People have done a good job covering some of the key cornerstones of a plurality of American Indian Americas; keeping the Europeans out of the established states of Mesoamerica and the Andes, restricting them to malarial lands, etc.
I think something people overlook with respect to New world colonialism or even European overseas expansion is how much of that motivation was driven by someone first setting the example and making it look sexy. Without Portugal's naval developments such as the creation of the caravel and the discovery of the Volto De Mar, I don't think Europeans would have been messing about past the Canaries for at least a century. Who's going to have space, motivation, and opportunity to discover what Portugal did if not Portugal? The English were busy trying to be a continental power, the Scandinavians had already done the big thing then promptly cast it aside as irrelevant, the Irish aren't in a position to do it, the French have to deal with the English before they can even consider becoming a naval power at all, and the other Iberian states were land or Mediterranean powers and focused on what they viewed as their god-given mission to their south against Islam or ambitions in the Western Mediterranean.
The idea goes the same way for Castille's adventures in the New World with conquistadors. If Spain didn't conquer not one but two New World empires and had mountains of silver to show for the effort, would other Europeans have ever thought overseas expansion was worth their while? Hell, I'd go so far as to say that if the Spanish got clapped to a man by Aztec and Cortez's entire expedition died, then the Spanish would have tucked tail and all but the craziest conquistadors would have shied away from trying anything again, maybe even from on top-down by the Spanish monarchs themselves due to it being a big waste of resources. What gold there is in the New World would have been confined to what they found in Hispaniola and what they can finagle in trade with the Mesoamericans but on far more even terms than OTL's extraction colonialism and exploitation of the local people.
If all the Spanish had to show for their efforts in the New World is a few unprofitable colonies in the Caribbean and a tenous trade relationship with the Aztecs that proves somewhat profitable but isn't the fountain of bullion from OTL, then who's really gonna care all that much to replicate them? You'll never know what you don't have unless you go for it and without motivation to go for it, Europe will never know. At best you'll see overseas exploration be seen as a thing for merchants, but having the cajones to try for military conquest goes away for a long time. And with the only profitable trade to be seen existing on the Caribbean rim, you could have attempted settlement in more hospitable lands like the Atlantic Seaboard or the Rio de La Plata not come up for ages because the initial voyages in search of trade found nothing worthwhile and these lands becoming disregarded as worthless and empty.
What I'm getting at is that people lack imagination or understanding of what drove Europeans to the New World. No one knows the results of population growth via settler colonialism, the resources they'll need for industrialization in 300 years, or the value of soft power in the modern era fueled by a shared language.
A more trade-centric mindset to the Americas, or even just butterflying an independent Portugal would wreck world history as we know it and the New World peoples would be far, far better off for it.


Exercise brief. For this exercise, copy all the data exactly and include none of the pictures.

─── Record excerpts ───

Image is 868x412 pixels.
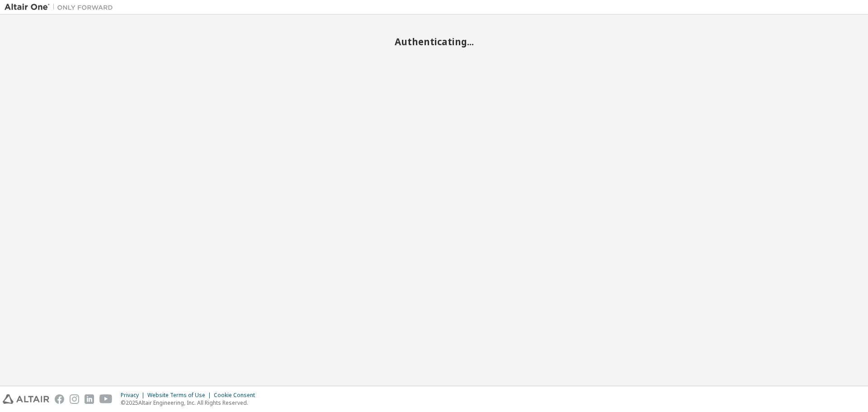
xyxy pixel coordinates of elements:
img: Altair One [5,3,117,12]
img: facebook.svg [54,394,64,403]
div: Website Terms of Use [147,392,214,399]
img: altair_logo.svg [3,394,49,403]
h2: Authenticating... [5,36,863,47]
img: linkedin.svg [85,394,94,403]
p: © 2025 Altair Engineering, Inc. All Rights Reserved. [121,399,260,406]
img: instagram.svg [69,394,79,403]
div: Privacy [121,392,147,399]
div: Cookie Consent [214,392,260,399]
img: youtube.svg [100,394,113,403]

───

Expected output.
Image is 868x412 pixels.
xyxy pixel coordinates of elements:
img: Altair One [5,3,117,12]
img: facebook.svg [54,394,64,403]
div: Website Terms of Use [147,392,214,399]
img: altair_logo.svg [3,394,49,403]
h2: Authenticating... [5,36,863,47]
img: linkedin.svg [85,394,94,403]
p: © 2025 Altair Engineering, Inc. All Rights Reserved. [121,399,260,406]
img: instagram.svg [69,394,79,403]
div: Privacy [121,392,147,399]
div: Cookie Consent [214,392,260,399]
img: youtube.svg [100,394,113,403]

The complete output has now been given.